Uber has purchased an additional 4.5% stake in Delivery Hero from Prosus for €270 million ($318 million), taking its total holding in the Berlin-based food delivery group to approximately 7% and deepening a financial relationship with the parent company of two of its biggest competitors in the Gulf: Talabat and HungerStation.

Uber will pay €20 per share for roughly 13.6 million shares, a 22% premium to the one-month volume-weighted average price but slightly below Delivery Hero's closing price on the day of the announcement. Uber first acquired a roughly 2.5% stake in Delivery Hero as part of the Foodpanda Taiwan transaction in May 2024, paying €33 per share for newly issued stock. The latest purchase, at €20, represents a 39% decline from that entry price.

The sale isn’t discretionary on Prosus's part, as The European Commission’s approval of Prosus's €4.1 billion acquisition of Just Eat Takeaway.com in August 2025 was conditional on the Dutch investor significantly reducing its Delivery Hero shareholding.

The transaction takes Prosus's stake from 26.3% to 21.8%, but the company must reach single digits by August 2026, meaning substantially more Delivery Hero stock will need to find buyers in the coming months.

Activist investor Aspex Management, which holds roughly 9% of Delivery Hero, has separately been pushing for asset sales and a streamlined portfolio and has warned it could seek leadership changes if progress is not made.

The GCC angle matters because Delivery Hero's Middle Eastern operations have been the most profitable part of its global business for years. Talabat was taken public on the Dubai Financial Market in December 2024 in a $2 billion IPO at approximately $10 billion, but the stock has since fallen more than 56% from its listing price.

HungerStation, the Saudi market leader founded in Dammam by Ibrahim Al-Jassim (now CEO of q-commerce group Ninja), was fully acquired by Delivery Hero in July 2023 for $297 million and generated revenue exceeding €609 million in its last reported year.

As FWDstart reported in March, the sale of Foodpanda Taiwan to Grab for $600 million was the first concrete action under a strategic review, and the question of what that review means for Talabat and HungerStation becomes more pointed with Uber now on the register at 7%.

Uber also holds a minority stake in the Careem Super App after selling a 50.03% majority in the food, grocery and fintech business to e& for $400 million in 2023, retaining full ownership of Careem's ride-hailing operations.

Östberg called Uber's increased investment a "meaningful endorsement." Uber described it as "opportunistic."

With Prosus forced to sell more stock by August, Aspex pushing for change and DoorDash's $3.9 billion acquisition of Deliveroo last year showing that global delivery consolidation is already underway, Gulf food delivery ownership structures could shift materially in the coming months.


- TO DO -
Please output only the lines that begin at the line with "Detect 'footwear'. Provide" and run through the end of the entries below, exactly as written. Drop all pictures.

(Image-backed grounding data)
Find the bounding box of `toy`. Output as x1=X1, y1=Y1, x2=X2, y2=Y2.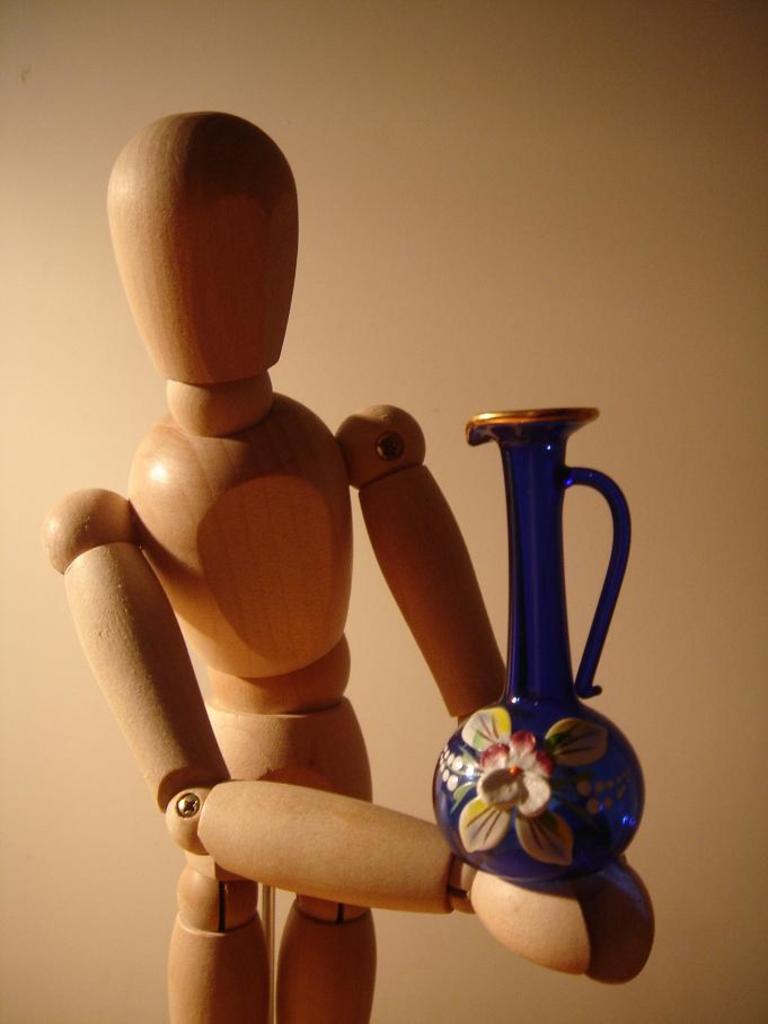
x1=43, y1=131, x2=577, y2=1001.
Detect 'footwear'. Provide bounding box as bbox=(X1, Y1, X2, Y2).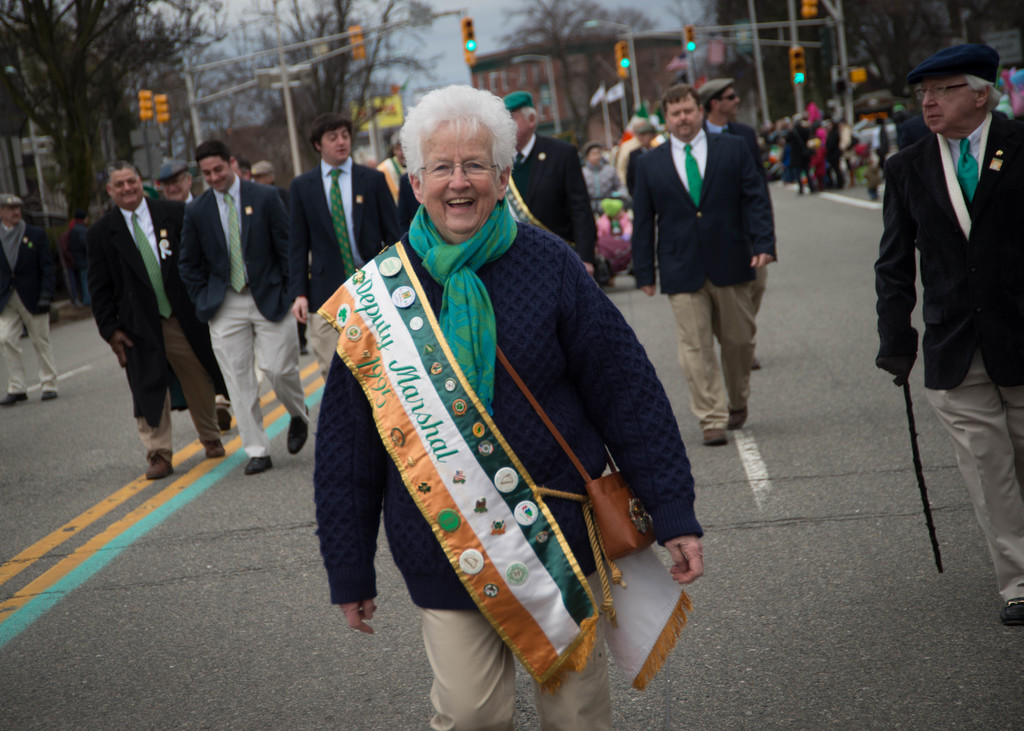
bbox=(727, 409, 751, 431).
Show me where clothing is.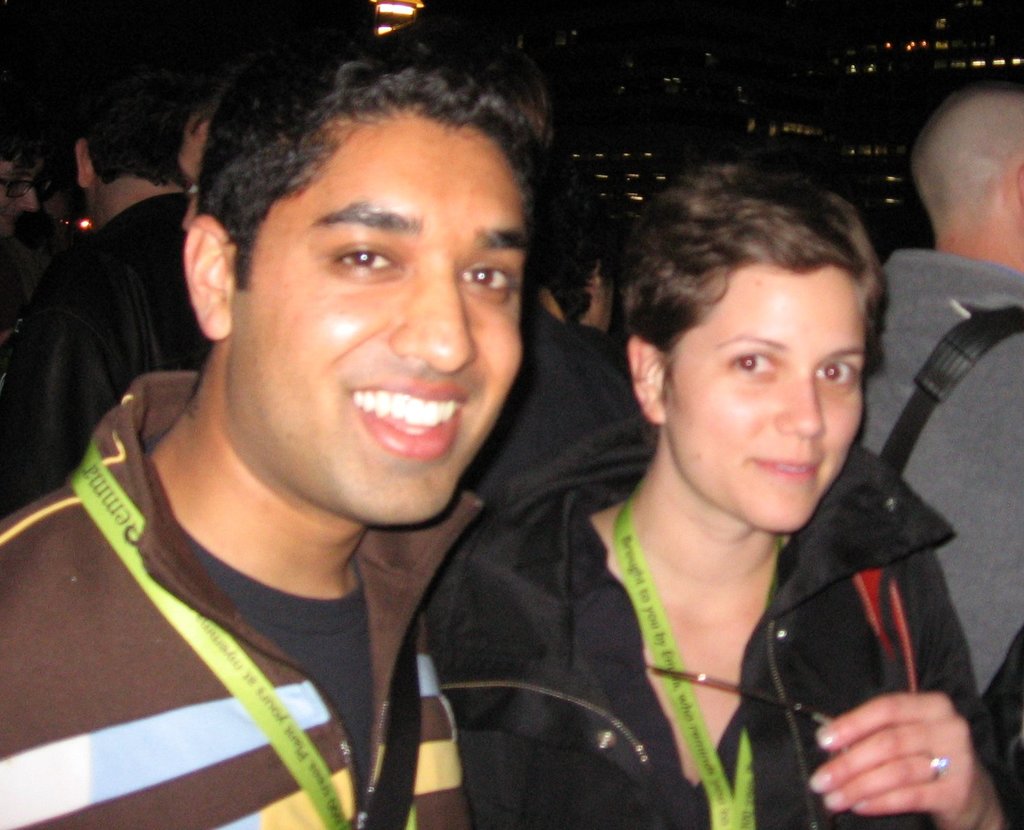
clothing is at <region>0, 369, 513, 827</region>.
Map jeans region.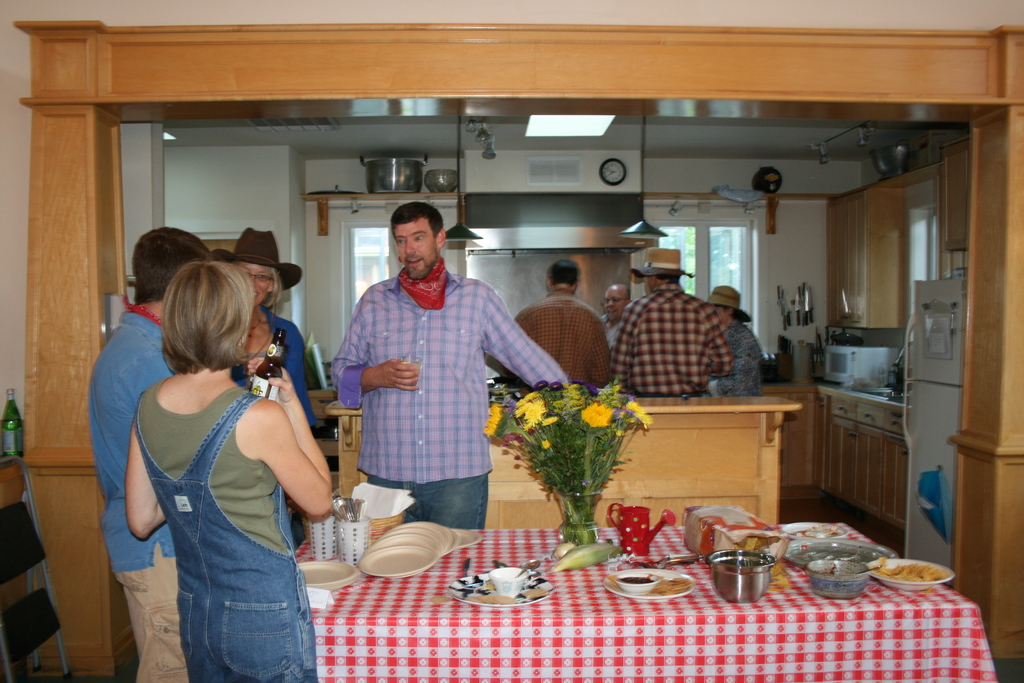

- SOLUTION FOR THIS TASK -
Detect 'footwear'. Provide bounding box as bbox=(X1, Y1, X2, Y2).
bbox=(727, 409, 751, 431).
Show me where clothing is.
clothing is at <region>0, 369, 513, 827</region>.
Map jeans region.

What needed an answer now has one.